STATS 250

Sampling Distribution and Confidence Intervals for the Difference between Two Population Proportions

Definition

Independent samples are samples in which there is no correlation between samples.

Ways that independent samples can occur:

  • Random samples are taken separately from two populations, and the same response variable is recorded for each individual.
  • One random sample is taken and a variable is recorded for ecah individual, but then units are categorized as belonging to one population or another (e.g. M/F).
  • Participants randomly assigned to one of two treatment conditions, and the same response variable is recorded for each unit.

Differences

If the response variable is categorical, a researcher might look at the difference between the two population proportions:

$$p_1 - p_2$$

We want to do two things:

  • Estimate this difference using a confidence interval.
  • Do a hypothesis test that the two population proportions are the same.

Example

Have you ever driven a car when you probably had too much alcohol to drive safely?

We want to compare men vs women:

  • \(p_1\): population proportion of men who respond yes
  • \(p_2\): popluation proportion of women who respond yes
  • Want to estimate \(p_1 - p_2\). We have \(\hat{p_1} - \hat{p_2}\)

Remember that the standard deviation of a sample proportion is:

$$\sqrt{\frac{\hat{p}(1-\hat{p})}{n}}$$

Sampling distribution: If two sample proportions are based on independent random samples from the two populations, and if \(np, n(1-p) \geq 10\) for both populations, then:

$$\text{mean}(\hat{p_1} - \hat{p_2}) \approx p_1 - p_2$$

$$\text{s.e.}(\hat{p_1} - \hat{p_2}) \approx \sqrt{\frac{p_1(1-p_1)}{n_1} + \frac{p_2(1-p_2)}{n_2}}$$

$$\hat{p_1} - \hat{p_2} \sim N \left( p_1 - p_2, \sqrt{\frac{p_1(1-p_1)}{n_1} + \frac{p_2(1-p_2)}{n_2}} \right)$$

CI for the Difference in Population Proportions

You just use the sample estimate, z-multiplier, and standard error.

$$(\hat{p_1} - \hat{p_2}) \pm z^* \text{s.e.}(\hat{p_1} - \hat{p_2})$$

Note that this requires independent random samples from the two populations that are large enough (\(np \geq 10\) and \(n(1-p) \geq 10\))

If the value 0 is not contained in the confidence interval, then you can be 95% confident that there is a significant difference (or whatever confidence level you picked for the z-multiplier)!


[Activity] Return only the number of lines in the data below where the word "pixels" appears.
━━━ Supplied entries ━━━
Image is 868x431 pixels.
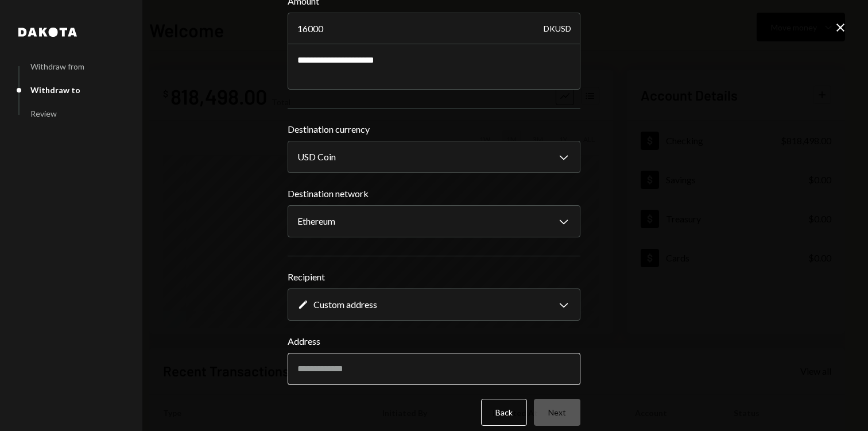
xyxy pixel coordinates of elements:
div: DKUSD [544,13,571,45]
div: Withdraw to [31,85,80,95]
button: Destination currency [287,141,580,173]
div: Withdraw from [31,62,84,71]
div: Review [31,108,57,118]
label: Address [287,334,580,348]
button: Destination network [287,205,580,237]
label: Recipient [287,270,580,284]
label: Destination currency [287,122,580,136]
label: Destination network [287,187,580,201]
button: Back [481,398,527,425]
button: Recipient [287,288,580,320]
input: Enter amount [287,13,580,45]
━━━
━━━ Supplied entries ━━━
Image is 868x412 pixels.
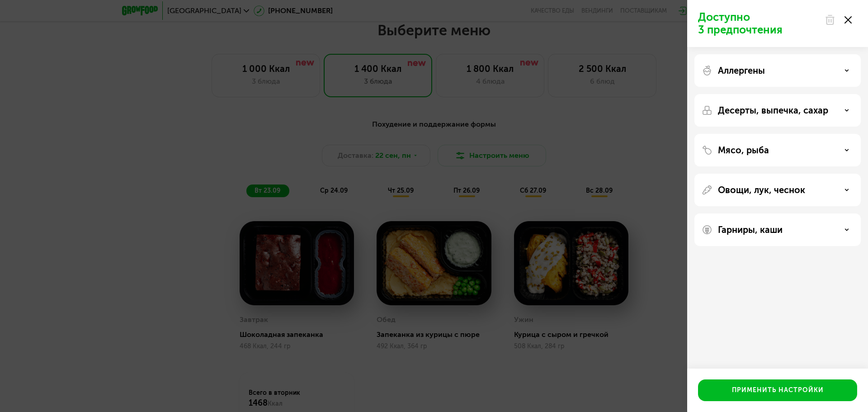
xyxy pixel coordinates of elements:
━━━
━━━ Supplied entries ━━━
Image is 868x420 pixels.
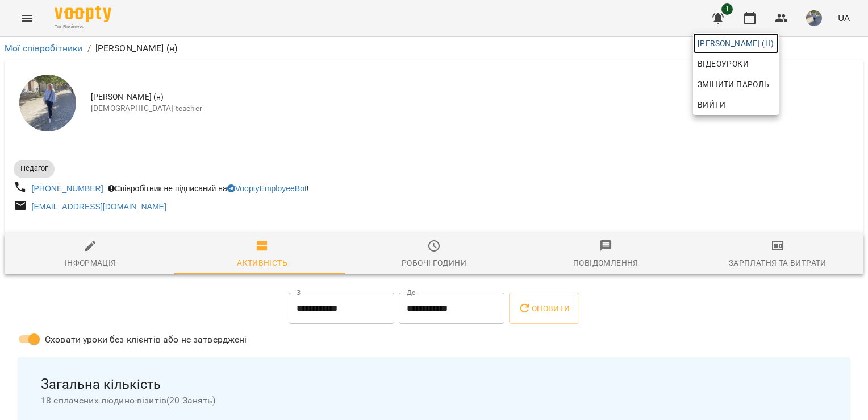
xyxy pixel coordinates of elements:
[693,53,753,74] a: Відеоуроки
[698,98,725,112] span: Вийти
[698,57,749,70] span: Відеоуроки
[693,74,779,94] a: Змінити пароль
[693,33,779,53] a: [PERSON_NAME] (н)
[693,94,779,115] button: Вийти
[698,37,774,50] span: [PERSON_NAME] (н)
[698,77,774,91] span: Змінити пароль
━━━
[Your response] 3